Monday July 17, 2017 at 4:00 p.m. Dr. Trevor McKee, STTARR Innovation Research Centre for Cancer Research, will be presenting “A framework for general purpose digital pathology image analysis, using machine learning methods to identify cancer subsets and immunotherapy biomarkers”.
Day & Time: Monday July 17, 2017
4:00 p.m. – 5:00 p.m.
Speaker: Dr. Trevor McKee
STTARR – Innovation Research Centre for Cancer Research
Toronto, Ontario, Canada
Location: Room ENG101
George Vari Engineering Building (intersection of Church & Gould)
Ryerson University
245 Church St, Toronto, M5B 1Z4
Contact: Alireza Sadeghian, Alex Dela Cruz
Organizers: Signals & Computational Intelligence Chapter
Abstract: Histological staining, interpreted by a pathologist, has remained the gold standard for cancer diagnosis and staging for over 100 years. There is a growing need for better – and more personalized – cancer treatments, to provide oncologists with the tools they need to best treat their patients. The advent of “molecular medicine”, or targeted therapeutic strategies that rely on knowledge of particular mutations in a cancer in order to tailor treatment, has improved cancer therapy for many patients. This has led to the use of companion diagnostics, in which tumor biopsies are stained for a specific marker or set of markers, using immunohistochemical approaches. The information obtained from the degree of staining or spatial arrangement of stained cells within the tumor helps to identify tumor molecular subclasses that may benefit from such tailored therapeutic approaches.
The increase in the number of slides being stained for specific markers and used in diagnosis, along with the increased need for quantitative assessment of the degree of staining, number of cells, or spatial arrangement of cells within the tumor, has increased the volume and type of work that pathologists encounter in their diagnostic workflow. Our team works on the development of tools for quantitative digital pathology analysis that can benefit pathologists, by building and validating semi-automated algorithms for cellular quantification and intensity scoring of stained slides. We use machine learning methods to learn features that distinguish different morphological regions from pathologist annotations. These are then fed into a tissue segmentation and classification framework to break the tissue down into its components, either on the individual cell level, or the glandular level. Staining intensity is quantified following colour deconvolution of the individual stain components, and reporting metrics are designed, in close collaboration with pathologists and biological scientists, to identify the appropriate outputs for comparing between treatment groups or different cancer types.
The use of multiplexed digital pathology stains allows us to build a generalized analytical framework to perform “tissue cytometry”. This new technology can extract quantitative image-derived features in a reproducible and robust fashion, providing clinicians and biological scientists with tools to measure previously inaccessible phenomena, like measuring the hypoxic gradient directly within tumor sections, or comparing glucose uptake to lactic acid production in the same tumor sample. This approach establish the foundation for a bridge between traditional morphometric assessment of tumor biopsies, and the detailed spatially resolved chemical and molecular content maps of each tumor, providing an invaluable toolkit for the discovery of cancer molecular subtypes, and development of therapeutic interventions.
Biography: Dr. Trevor McKee received his Ph.D. in Biological Engineering from the Massachusetts Institute of Technology in 2005, in the laboratory of Dr. Rakesh Jain of Harvard Medical School. During his graduate work, he pioneered the application of new imaging and analysis technologies to studying drug transport within tumors, and on developing methods to improve drug delivery. He also holds a Bachelors of Science in Chemical Engineering with a Biotechnology minor from the University at Buffalo. He moved to Toronto to continue postdoctoral work at the Ontario Cancer Institute, applying multi-modality imaging and quantitative image analysis methods to study preclinical cancer models. He has a successful track record of high-impact publications with a number of clinical and basic science collaborators, and has also collaborated with pharmaceutical companies on imaging-based preclinical testing of new compounds. He is currently Image Analysis Core Manager of the STTARR Innovation Centre, and manages a team of analysts to develop new algorithms for machine-learning powered image segmentation and quantification across a number of disease sites. His research interests lie in studying the tumor microenvironment, drug and oxygen delivery, and the development of tools for “tissue cytometry” – deriving complex biological and spatial relationships from tissue sections via computational image analysis methods.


### YOUR INSTRUCTIONS
Each entry should be transcribed exactly as written, and any picture left out.
>>>>>
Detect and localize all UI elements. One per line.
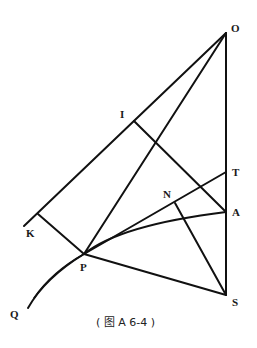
label-A: A bbox=[232, 206, 240, 218]
label-O: O bbox=[231, 22, 240, 34]
label-Q: Q bbox=[10, 308, 19, 320]
geometry-diagram: O I K P Q N T A S ( 图 A 6-4 ) bbox=[0, 0, 257, 348]
line-PS bbox=[84, 254, 226, 295]
label-P: P bbox=[80, 261, 87, 273]
line-OK bbox=[24, 33, 226, 226]
curve-PA bbox=[84, 212, 226, 254]
label-N: N bbox=[163, 188, 171, 200]
label-S: S bbox=[232, 296, 238, 308]
line-OP bbox=[84, 33, 226, 254]
label-K: K bbox=[26, 227, 35, 239]
line-KP bbox=[38, 214, 84, 254]
label-T: T bbox=[232, 166, 240, 178]
line-NS bbox=[175, 203, 226, 295]
curve-QP-inner bbox=[34, 254, 84, 298]
figure-caption: ( 图 A 6-4 ) bbox=[96, 316, 155, 329]
label-I: I bbox=[120, 108, 124, 120]
curve-QP bbox=[28, 254, 84, 308]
<<<<<
### WRITTEN RESPONSE
Detect and localize all UI elements. One per line.
label-A: A bbox=[232, 206, 240, 218]
label-O: O bbox=[231, 22, 240, 34]
label-Q: Q bbox=[10, 308, 19, 320]
geometry-diagram: O I K P Q N T A S ( 图 A 6-4 ) bbox=[0, 0, 257, 348]
line-PS bbox=[84, 254, 226, 295]
label-P: P bbox=[80, 261, 87, 273]
line-OK bbox=[24, 33, 226, 226]
curve-PA bbox=[84, 212, 226, 254]
label-N: N bbox=[163, 188, 171, 200]
label-S: S bbox=[232, 296, 238, 308]
line-OP bbox=[84, 33, 226, 254]
label-K: K bbox=[26, 227, 35, 239]
line-KP bbox=[38, 214, 84, 254]
label-T: T bbox=[232, 166, 240, 178]
line-NS bbox=[175, 203, 226, 295]
curve-QP-inner bbox=[34, 254, 84, 298]
figure-caption: ( 图 A 6-4 ) bbox=[96, 316, 155, 329]
label-I: I bbox=[120, 108, 124, 120]
curve-QP bbox=[28, 254, 84, 308]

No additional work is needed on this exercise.